Rachel Kushner Wants to Radicalize the Novel

Rachel Kushner

Novelist Rachel Kushner, author of The Hard Crowd and The Flamethrowers, speaks to Jacobin about bourgeois novels, Italian Marxism, Palestinian resistance, the George Floyd uprising, and Bernie Sanders.

Rachel Kushner, photographed by Chloe Aftel.


Rachel Kushner’s The Hard Crowd collects twenty years of essays on topics ranging from motorcycle racing to Marguerite Duras, from the itinerant poets who populated her bohemian parents’ world to the rough-edged social scene she inhabited as a young adult in San Francisco.

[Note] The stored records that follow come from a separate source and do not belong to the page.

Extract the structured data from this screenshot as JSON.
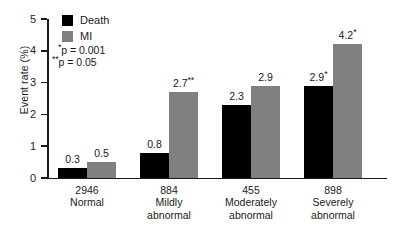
{
  "chart_data": {
    "type": "bar",
    "title": "",
    "xlabel": "",
    "ylabel": "Event rate (%)",
    "ylim": [
      0,
      5
    ],
    "yticks": [
      "0",
      "1",
      "2",
      "3",
      "4",
      "5"
    ],
    "grid": false,
    "legend_position": "top-left",
    "categories": [
      "Normal",
      "Mildly abnormal",
      "Moderately abnormal",
      "Severely abnormal"
    ],
    "category_counts": [
      "2946",
      "884",
      "455",
      "898"
    ],
    "series": [
      {
        "name": "Death",
        "color": "#000000",
        "values": [
          0.3,
          0.8,
          2.3,
          2.9
        ],
        "labels": [
          "0.3",
          "0.8",
          "2.3",
          "2.9"
        ],
        "significance": [
          "",
          "",
          "",
          "*"
        ]
      },
      {
        "name": "MI",
        "color": "#808080",
        "values": [
          0.5,
          2.7,
          2.9,
          4.2
        ],
        "labels": [
          "0.5",
          "2.7",
          "2.9",
          "4.2"
        ],
        "significance": [
          "",
          "**",
          "",
          "*"
        ]
      }
    ],
    "annotations": [
      {
        "stars": "*",
        "text": "p = 0.001"
      },
      {
        "stars": "**",
        "text": "p = 0.05"
      }
    ]
  }
}
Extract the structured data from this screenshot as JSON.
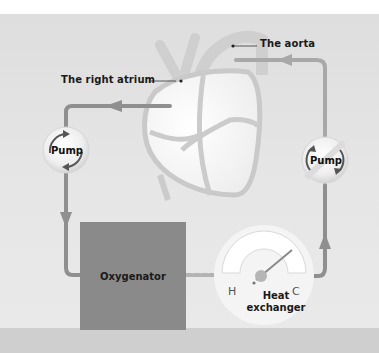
{
  "diagram": {
    "labels": {
      "right_atrium": "The right atrium",
      "aorta": "The aorta"
    },
    "components": {
      "pump_left": "Pump",
      "pump_right": "Pump",
      "oxygenator": "Oxygenator",
      "heat_exchanger_line1": "Heat",
      "heat_exchanger_line2": "exchanger",
      "gauge_hot": "H",
      "gauge_cold": "C"
    },
    "flow": [
      "The right atrium",
      "Pump",
      "Oxygenator",
      "Heat exchanger",
      "Pump",
      "The aorta"
    ],
    "colors": {
      "background": "#e4e4e4",
      "tube": "#8f8f8f",
      "oxygenator": "#8a8a8a",
      "heart_outline": "#c8c8c8",
      "heart_fill": "#f7f7f7",
      "label_text": "#1a1a1a"
    }
  }
}
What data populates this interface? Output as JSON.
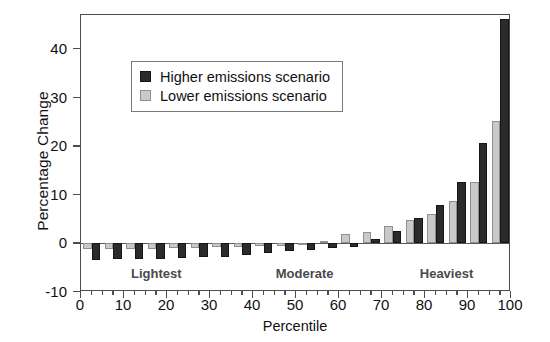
{
  "chart_data": {
    "type": "bar",
    "title": "",
    "subtitle": "",
    "xlabel": "Percentile",
    "ylabel": "Percentage Change",
    "xlim": [
      0,
      100
    ],
    "ylim": [
      -10,
      47
    ],
    "grid": false,
    "legend_position": "top-left-inset",
    "x_ticks": [
      0,
      10,
      20,
      30,
      40,
      50,
      60,
      70,
      80,
      90,
      100
    ],
    "x_tick_labels": [
      "0",
      "10",
      "20",
      "30",
      "40",
      "50",
      "60",
      "70",
      "80",
      "90",
      "100"
    ],
    "y_ticks": [
      -10,
      0,
      10,
      20,
      30,
      40
    ],
    "y_tick_labels": [
      "-10",
      "0",
      "10",
      "20",
      "30",
      "40"
    ],
    "categories": [
      2.5,
      7.5,
      12.5,
      17.5,
      22.5,
      27.5,
      32.5,
      37.5,
      42.5,
      47.5,
      52.5,
      57.5,
      62.5,
      67.5,
      72.5,
      77.5,
      82.5,
      87.5,
      92.5,
      97.5
    ],
    "series": [
      {
        "name": "Higher emissions scenario",
        "color": "#2b2b2b",
        "values": [
          -3.4,
          -3.3,
          -3.2,
          -3.3,
          -3.0,
          -2.9,
          -2.7,
          -2.4,
          -1.9,
          -1.6,
          -1.3,
          -1.0,
          -0.7,
          1.0,
          2.6,
          5.2,
          7.9,
          12.6,
          20.7,
          46.2
        ]
      },
      {
        "name": "Lower emissions scenario",
        "color": "#c9c9c9",
        "values": [
          -1.2,
          -1.2,
          -1.1,
          -1.1,
          -1.0,
          -0.9,
          -0.8,
          -0.7,
          -0.6,
          -0.5,
          -0.3,
          0.4,
          1.9,
          2.4,
          3.6,
          4.8,
          6.1,
          8.7,
          12.6,
          25.1
        ]
      }
    ],
    "annotations": [
      {
        "text": "Lightest",
        "x": 17.5,
        "y": -6.3
      },
      {
        "text": "Moderate",
        "x": 52.0,
        "y": -6.3
      },
      {
        "text": "Heaviest",
        "x": 85.0,
        "y": -6.3
      }
    ]
  },
  "legend": {
    "entries": [
      {
        "label": "Higher emissions scenario",
        "swatch": "high"
      },
      {
        "label": "Lower emissions scenario",
        "swatch": "low"
      }
    ]
  }
}
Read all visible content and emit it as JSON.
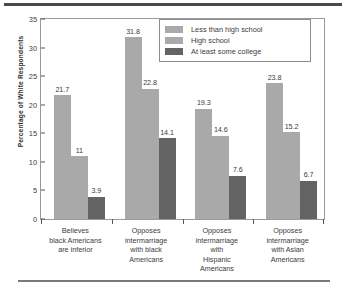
{
  "chart_data": {
    "type": "bar",
    "title": "",
    "xlabel": "",
    "ylabel": "Percentage of White Respondents",
    "ylim": [
      0,
      35
    ],
    "yticks": [
      0,
      5,
      10,
      15,
      20,
      25,
      30,
      35
    ],
    "grid": false,
    "legend_position": "top-right",
    "categories": [
      "Believes\nblack Americans\nare inferior",
      "Opposes\nintermarriage\nwith black\nAmericans",
      "Opposes\nintermarriage\nwith\nHispanic\nAmericans",
      "Opposes\nintermarriage\nwith Asian\nAmericans"
    ],
    "category_lines": [
      [
        "Believes",
        "black Americans",
        "are inferior"
      ],
      [
        "Opposes",
        "intermarriage",
        "with black",
        "Americans"
      ],
      [
        "Opposes",
        "intermarriage",
        "with",
        "Hispanic",
        "Americans"
      ],
      [
        "Opposes",
        "intermarriage",
        "with Asian",
        "Americans"
      ]
    ],
    "series": [
      {
        "name": "Less than high school",
        "color": "#a9a9a9",
        "values": [
          21.7,
          31.8,
          19.3,
          23.8
        ],
        "labels": [
          "21.7",
          "31.8",
          "19.3",
          "23.8"
        ]
      },
      {
        "name": "High school",
        "color": "#a9a9a9",
        "values": [
          11,
          22.8,
          14.6,
          15.2
        ],
        "labels": [
          "11",
          "22.8",
          "14.6",
          "15.2"
        ]
      },
      {
        "name": "At least some college",
        "color": "#636363",
        "values": [
          3.9,
          14.1,
          7.6,
          6.7
        ],
        "labels": [
          "3.9",
          "14.1",
          "7.6",
          "6.7"
        ]
      }
    ]
  },
  "axis": {
    "ytick_labels": [
      "35",
      "30",
      "25",
      "20",
      "15",
      "10",
      "5",
      "0"
    ],
    "ylabel": "Percentage of White Respondents"
  },
  "legend": {
    "items": [
      {
        "label": "Less than high school",
        "color": "#a9a9a9"
      },
      {
        "label": "High school",
        "color": "#a9a9a9"
      },
      {
        "label": "At least some college",
        "color": "#636363"
      }
    ]
  }
}
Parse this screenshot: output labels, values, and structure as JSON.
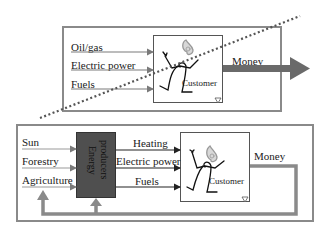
{
  "top_panel": {
    "inputs": [
      "Oil/gas",
      "Electric power",
      "Fuels"
    ],
    "customer_label": "Customer",
    "output_label": "Money"
  },
  "bottom_panel": {
    "sources": [
      "Sun",
      "Forestry",
      "Agriculture"
    ],
    "producer_label_line1": "Energy",
    "producer_label_line2": "producers",
    "outputs": [
      "Heating",
      "Electric power",
      "Fuels"
    ],
    "customer_label": "Customer",
    "output_label": "Money"
  },
  "colors": {
    "frame": "#8a8a8a",
    "arrow_gray": "#7a7a7a",
    "money_arrow": "#666666",
    "producer_box": "#4f4f4f",
    "dotted_line": "#555555"
  }
}
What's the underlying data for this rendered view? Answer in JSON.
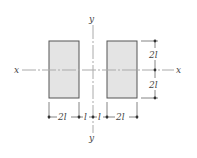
{
  "diagram": {
    "axes": {
      "x_left_label": "x",
      "x_right_label": "x",
      "y_top_label": "y",
      "y_bottom_label": "y"
    },
    "shapes": [
      {
        "name": "left-rectangle",
        "width": "2l",
        "height": "4l"
      },
      {
        "name": "right-rectangle",
        "width": "2l",
        "height": "4l"
      }
    ],
    "dimensions": {
      "horizontal": [
        "2l",
        "l",
        "l",
        "2l"
      ],
      "vertical": [
        "2l",
        "2l"
      ]
    },
    "colors": {
      "fill": "#e4e4e4",
      "stroke": "#555555",
      "axis": "#aaaaaa",
      "text": "#444444"
    }
  }
}
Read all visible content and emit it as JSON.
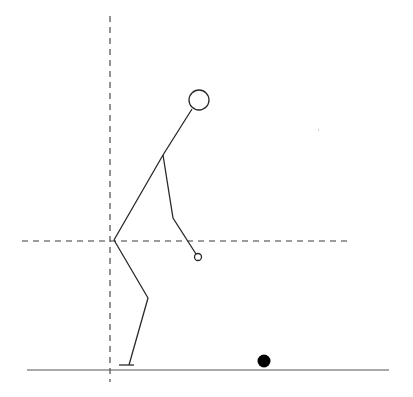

While Kushner consciously avoids didacticism, her work repeatedly alights on political themes, whether it’s Italian ultraleftism in the turbulent ’70s, as in her novel The Flamethrowers; mass incarceration in California, as in her novel The Mars Room; or Palestinian life in a refugee camp in Jerusalem, as in The Hard Crowd.

Jacobin’s Meagan Day spoke to Kushner about bourgeois writing and its discontents, the intrigue of Italian autonomism, Israel’s humiliation of the Palestinians, the successes and failures of the Bernie Sanders campaign, and the revolutionary spirit of the George Floyd uprising.